Monday 22 March 2010

GOldr

Collected Readings - Public Lectures

The Collected Readings public lectures coincide with an exhibition of works selected from the British Council Collection that sets out to explore aspects of word in display. The exhibition consists of works featuring text as an integral element of the image by eleven celebrated artists: Fiona Banner, Ian Breakwell, Victor Burgin, Jimmie Durham, Tracey Emin, Hamish Fulton, Richard Hamilton, Matthew Higgs, Richard Long, Hilary Lloyd, Donald Urquhart; spanning five decades.

Victor Burgin

"Log line and monologue in my recent work"

Wednesday 24th March at 12.00pm.

Victor Burgin

Victor Burgin is an artist and writer. He is Professor Emeritus of History of Consciousness at the University of California, Santa Cruz; and Emeritus Professor of Visual Arts at Goldsmiths College, University of London. Burgin’s academic books include Situational Aesthetics (2009), The Remembered Film (2004), In/Different Spaces: place and memory in visual culture (1996), The End of Art Theory: criticism and postmodernity (1986), and Thinking Photography (1982). The most recent books devoted to his visual work are Components of a Practice (2008), published by Skira, and Victor Burgin: Objets Temporels (2007), published by the Presses Universitaires de Rennes. His forthcoming book, Interviews and Interventions, will be published by Reaktion, London, later this year.

Burgin’s photographic and video work is represented in such public collections as: Museum of Modern Art, New York; Corcoran Gallery, Washington DC; Museum of Contemporary Art, Los Angeles; Los Angeles County Museum of Art; The Walker Art Center, Minneapolis; The Tate Gallery, London; The Victoria and Albert Museum, London; Museum Ludwig, Cologne, and the Centre Georges Pompidou, Paris. His most recent video and photographic works were commissioned for the permanent collection of the Canadian Centre for Architecture, Montreal; by the MAK Center for Art and Architecture, Los Angeles; Le Printemps de Septembre à Toulouse 2009 and the Musée de Picardie, Amiens. His present projects include a commissioned work for Istanbul, in the context of Istanbul 2010 - Cultural Capital of Europe.
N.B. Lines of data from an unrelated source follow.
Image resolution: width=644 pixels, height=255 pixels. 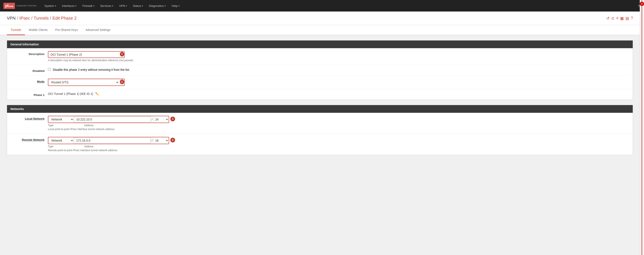 What do you see at coordinates (320, 123) in the screenshot?
I see `local-network-row: Local Network Network LAN Subnet This Fi…` at bounding box center [320, 123].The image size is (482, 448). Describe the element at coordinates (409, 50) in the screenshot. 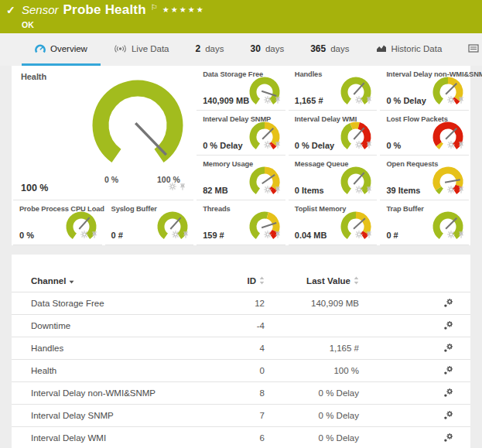

I see `tab-historic-data: Historic Data` at that location.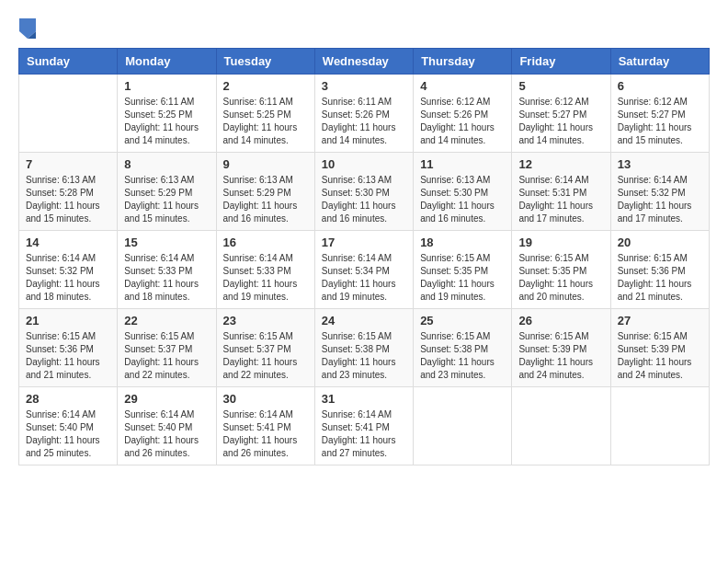 The image size is (728, 563). I want to click on day-number: 28, so click(68, 399).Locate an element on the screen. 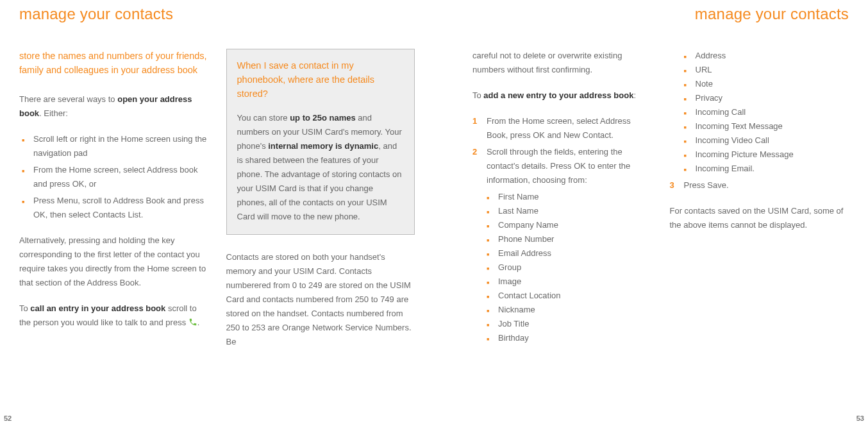  list-item: Last Name is located at coordinates (569, 211).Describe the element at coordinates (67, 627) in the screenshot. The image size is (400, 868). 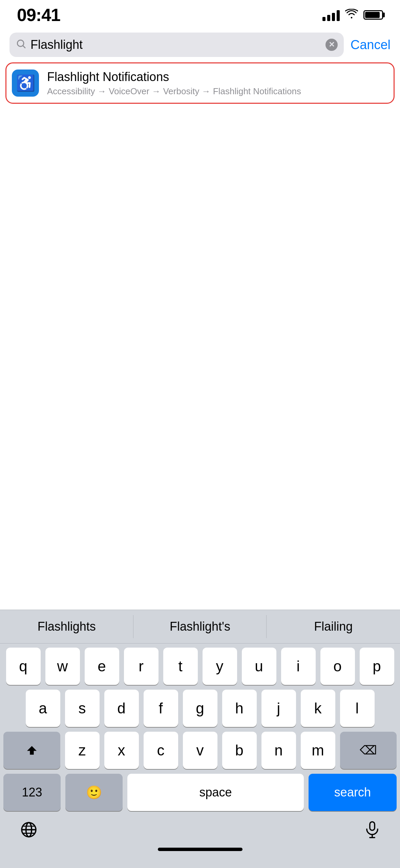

Dr. Christa-Maria Lerm Hayes

Collective Reading - Relationships Between Contemporary Artists' Works and Literature

Tuesday 27th April at 12.30pm.



In this talk, Dr Christa-Maria Lerm Hayes will use the current exhibition as a starting point for elaborating on some of the many different ways in which artists today find literature exciting and engage with it in their diverse works - usually far from illustrating or serving writers. Their current approaches are more aptly described as what Jeff Wall calls the "ruination of literature" in Rodney Graham's works. It is a basis or material for practices that are often critical and engaged, but also adds a dimension of the magical, or stands for that which current culture appears to have lost.

Both this talk and the lecture by Victor Burgin on 24 March will set the scene for a conference in June 2010, entitled “Displaying Word and image” at the Golden Thread Gallery, Belfast.

www.ulster.ac.uk/displayingwandi.





"Displaying Word and Image"



AN IAWIS FOCUS CONFERENCE
University of Ulster, Golden Thread Gallery, Belfast

4-6 June 2010

Conference Convenors: Dr Christa-Maria Lerm Hayes, Dr Karen E. Brown
Keynote Speaker: Professor W. J. T. Mitchell

This conference will bring together word and image, as well as literary scholarship, art history and theory, art practice, curatorial practice, museology, and visual culture, in order to address the interrelationship between word & image and display.

The questions addressed will include: how does the art exhibition function as mediator of literature? Which approaches to Word and Image are specific to curators or museum practitioners? How do Word and Image studies theorize, inform or imply display? We also wish to investigate the use of text/writing in and surrounding exhibitions, and the semiotics of museums' visual identities. How do competencies interact in the tri-disciplinary field between (1) art/art history/theory, (2) museum studies/curatorial practice and (3) literary studies? How are competencies acquired, and how do policies and funding structures enable work in this field? A publication and exhibition on the conference theme will be produced.